WINTHROP — The Mt. Abram baseball team was down. But even with a six-run deficit, the Roadrunners were not out.
And according to cleanup hitter Luke Kearing, none of them thought they were.
“We’ve had some tough games this season,” he said. “But when we get hot, we get hot.”
Kearing helped make sure the narrative played out again. The junior’s three-run homer keyed a six-run, third-inning rally that tied the game, Nate Luce shut the Winthrop bats down in relief, and another late offensive surge lifted the 10th-seeded Roadrunners past the seventh-seeded Ramblers, 14-8, in the C South preliminary round.
Mt. Abram (9-8), which trailed 8-2 in the second, will play No. 2 Maranacook on Thursday. Winthrop is done at 10-7.
“We’ve been waiting for this for a long time,” said Luce, who also scored three runs. “Everybody usually sleeps on Mt. Abram, so it’s huge for us to come in here and beat them.”
Things couldn’t have started much worse. Mt. Abram went up 2-0 in the top of the first, but Winthrop came right back with four runs in the bottom half, and then piled on four more in the second.
When the Roadrunners reconvened in the dugout, however, they could tell there was plenty of fight left.
“We knew 8-2 was nothing. It was only the second inning,” Luce said before motioning to the scoreboard. “We knew we were capable of putting 14 up there.”
The rally began with a Kenyon Pillsbury single, and two batters later, Ben Debaise singled to right to put runners at the corners. Up came Kearing, who showed bunt on the first pitch before tagging the second down the right field line.
“I’m just looking for a base hit, drive a run in,” said Kearing, who had two hits and four RBIs. “It felt like I hit the sweet spot, but most of my shots this year have been foul. I was glad to see that one sneak (in).”
Kearing raised his fist before the ball disappeared over the wall, and the Roadrunners dugout erupted.
“I thought it was a spark to get us started,” Kearing said.
The comeback continued when Hunter Warren and Ethan Powell singled and Trevor Phelps doubled to right, scoring Warren, and Powell and Phelps eventually scored on a throwing error to tie the game at 8.

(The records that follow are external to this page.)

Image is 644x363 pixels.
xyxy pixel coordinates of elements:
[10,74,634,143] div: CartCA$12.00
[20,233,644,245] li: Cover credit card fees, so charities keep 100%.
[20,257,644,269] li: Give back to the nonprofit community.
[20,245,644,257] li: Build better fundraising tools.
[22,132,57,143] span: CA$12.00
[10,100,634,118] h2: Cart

“We haven’t hit. We just haven’t had that timely hit,” coach Jeff Pillsbury said. “But tonight, we had a bunch of timely hits.”
Mt. Abram went ahead without getting a hit in the sixth, as walks to Luce and Debaise led to runners at the corners, and a wild pitch and errant throw back to the pitcher allowed both to come in and make it 10-8. Winthrop’s leaky defense resulted in three more errors in the seventh, and an RBI single by Marty Kelley and sacrifice fly by Pillsbury made it 12-8. Back-to-back errors allowed Wyatt Sieminski and Luce to cross home and up the advantage to 14-8.

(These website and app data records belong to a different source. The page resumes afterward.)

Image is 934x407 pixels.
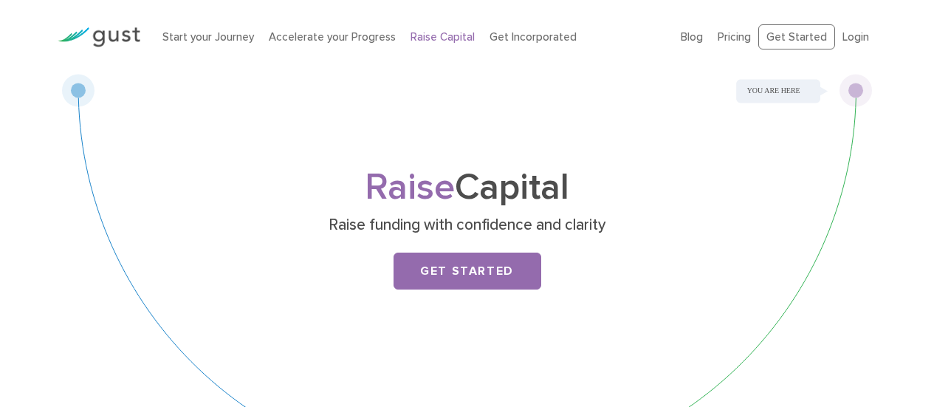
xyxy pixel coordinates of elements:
[181,215,753,235] p: Raise funding with confidence and clarity
[162,30,254,44] a: Start your Journey
[842,30,869,44] a: Login
[758,24,835,50] a: Get Started
[393,252,541,289] a: Get Started
[176,171,759,204] h1: Capital
[410,30,475,44] a: Raise Capital
[717,30,751,44] a: Pricing
[58,27,140,47] img: Gust Logo
[365,165,455,209] span: Raise
[269,30,396,44] a: Accelerate your Progress
[681,30,703,44] a: Blog
[489,30,576,44] a: Get Incorporated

It was all the backing Luce needed. The junior came on in the fourth and immediately extinguished the Winthrop bats, throwing 3.2 hitless innings while striking out three.
“I love the pressure,” he said. “I hadn’t pitched my best game yet, so I’m glad it came today. … I was hitting the corners. I never usually hit the corners like that. Everything was going right for me.”
Luce got every out but the last one; with a large lead, Coach Pillsbury pulled the righthander to preserve his availability for Thursday. Warren, who started the game, came in to finish it.
“I was proud of the boys. That was a team effort,” Coach Pillsbury said. “I’m hoping we’re the hottest team in the playoffs. You don’t always have to be the best team, but sometimes the hottest.”
In the first, Kearing had an RBI single and Mt. Abram got another run on an error to go up 2-0. Winthrop answered first with Cam Hachey’s RBI single, and then with a bases-clearing triple from Chase Keezer that made it 4-2. Winthrop jumped on the Roadrunners again in the third, as an error on a well-hit ball to right by Maguire Anuszewski allowed Jackson Ladd, Colby Emery and Brad Bourne to score, and Hachey brought Anuszewski in with a hard single to left that made it 8-2.
“It was a true team event,” assistant coach Jonathan Novak said of the fast start. “The middle, bottom of the lineup hit the ball really well. That’s what a team does.”
It didn’t take long for the game to change.
“It was certainly a tough game. We threw the ball around a little bit too much, more than we should have,” Novak said. “It’s just the way it goes. It’s baseball. Anything can happen any day.”